Pete Williams took a pitch-out and lost three yards. Bill Hawkins went twisting and wrestling through the line, gaining five. The clock showed thirty-three seconds left. Slats Baysinger, the quarterback, tried to sneak around end. He lost six. Navy huddled once more, rushed up to the line for one more play, but the referee stepped in, waving his arms.

The red hand of the clock stood at zero, and the best, most exhilarating and least plausible Army-Navy game in at least twenty years was over. The score, 21 to 21, was the same as that of 1926, the year historians always mention first when they try to name the finest of all Army-Navy games.

And even if you’d seen it, it was fearfully hard to believe. While the referee tossed a coin to decide on permanent possession of the ball, Baysinger walked around the periphery of huddled players, shook hands with Army’s Tom Bullock and then with Arnold Galiffa. Army’s guys walked off hurriedly, but Navy’s froze to attention while the midshipmen’s band played “Navy Blue and Gold.”

Then all the players save two departed, as civilians and non-combatant midshipmen and cadets swarmed over the field. Dave Bannerman, Navy’s substitute fullback, and Ted Carson, left end, just stayed there where the deed had been done. When small boys came asking for autographs, they signed abstractedly and kept rubbering around through the crowd. Maybe they were looking for a couple of peach cakes to share an evening’s liberty. But it seemed more likely they were waiting in the hope that someone would give them one more crack at Army.

The great, sunswept crowd that paid six dollars a head hadn’t expected anything like this. The customers had come for the show, the spectacle, the pageant of youth that always is about as thrilling as anything in American sports. They had thought to get their money’s worth out of just being there; out of seeing the magnificent parade these kids always bring off superbly before the game; out of the shiver that scampers along the spine when the colors are brought to midfield and the band plays the national anthem and the packed stands are a frozen block of color, with the bright blue-gray of the Army on one side and the shimmering white of Navy caps on the other.

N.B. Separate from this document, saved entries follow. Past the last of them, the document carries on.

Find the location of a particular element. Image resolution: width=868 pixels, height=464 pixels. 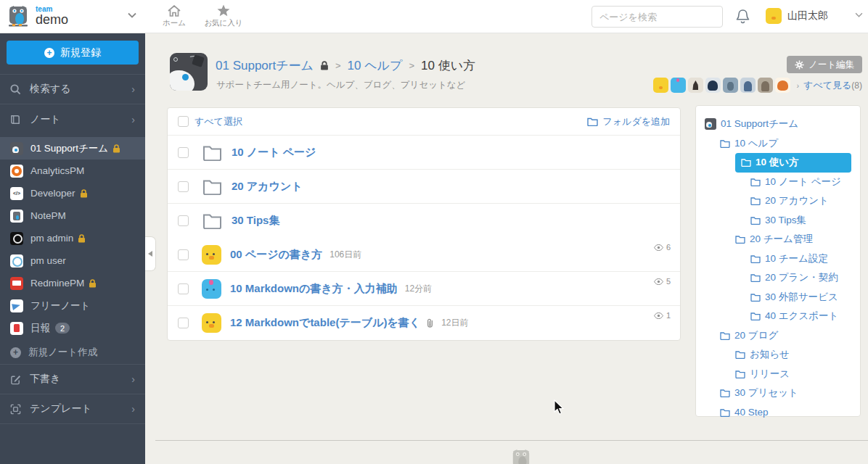

tree-item: 10 ヘルプ is located at coordinates (785, 144).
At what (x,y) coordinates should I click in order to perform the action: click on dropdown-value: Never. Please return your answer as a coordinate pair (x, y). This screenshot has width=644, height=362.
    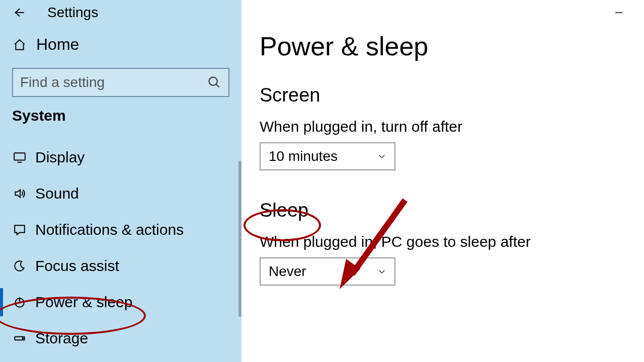
    Looking at the image, I should click on (323, 272).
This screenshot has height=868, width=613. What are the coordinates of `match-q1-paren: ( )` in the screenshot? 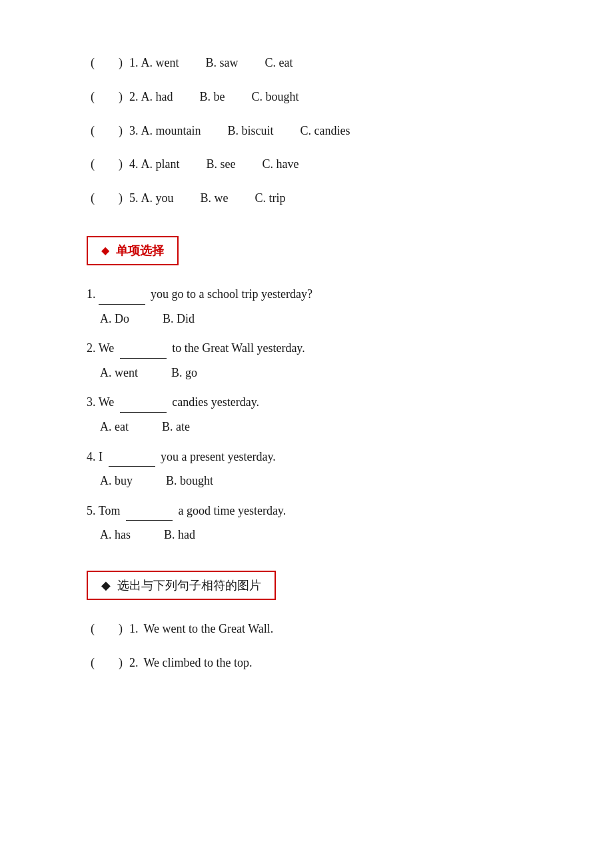 It's located at (107, 629).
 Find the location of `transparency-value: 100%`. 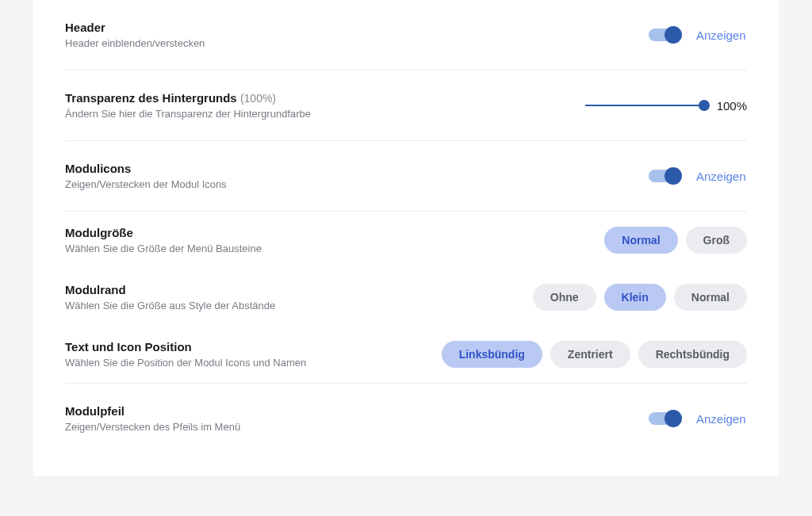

They figured to get a chuckle out of the kids’ musty nonsense. And of course they did. There was a Navy dreadnought that rolled around the cinder track and shot off cannon and went down in flames. There was a huge papier mâché goat and a huge papier mâché mule. There were signs in the Navy stands: “Gallup Picks Army” (to which the Army stands replied with a cheer: “Gallup, Gallup, Gallup!”) and a sly reference to the difference between Army and Navy schedules: “When do you play Vassar?” (“Vassar, Vassar, Vassar!”) and then after the Navy scored first: “Send in Alan Ladd”; (no response to this).

But nobody expected a ball game, except the few people who bore in mind an old, old truth which the game restated dramatically. That is, that there never can be between undergraduate football teams of the same league a gap in ability too great to be bridged by spirit alone. Navy proved that beyond remotest doubt, and the guy who did most to prove it was a fellow playing on spirit and very little else. Bill Hawkins, ill a long while this season with a blood disorder that doctors call acute infectious mononucleosis, was entirely out of action for three weeks in midseason. Without preparation, he came back to play against Michigan on November 6. Then he played three minutes against Columbia and was hurt November 13. Since then he hadn’t a minute of physical contact until today.

But today he was a bull, and a mad bull into the bargain. He ran the ball fourteen times and made fifty important yards. He scored two touchdowns. He backed up the line, his blocking was like a crime of passion, and he played almost all afternoon.

It wasn’t exactly a football game, it was an exhibition of pure, unbridled fury on both sides for both sides persistently moved the ball against incredibly savage resistance. It was, altogether, as good a thing as could possibly happen to football.

Thirty-two Navy players got into the game, which means—if there is such a thing as justice—that the Navy added thirty-two full admirals today. For the guys down there on the field today were officer material, as ever was. It goes without saying that there are more than thirty-two full admirals in Philadelphia tonight.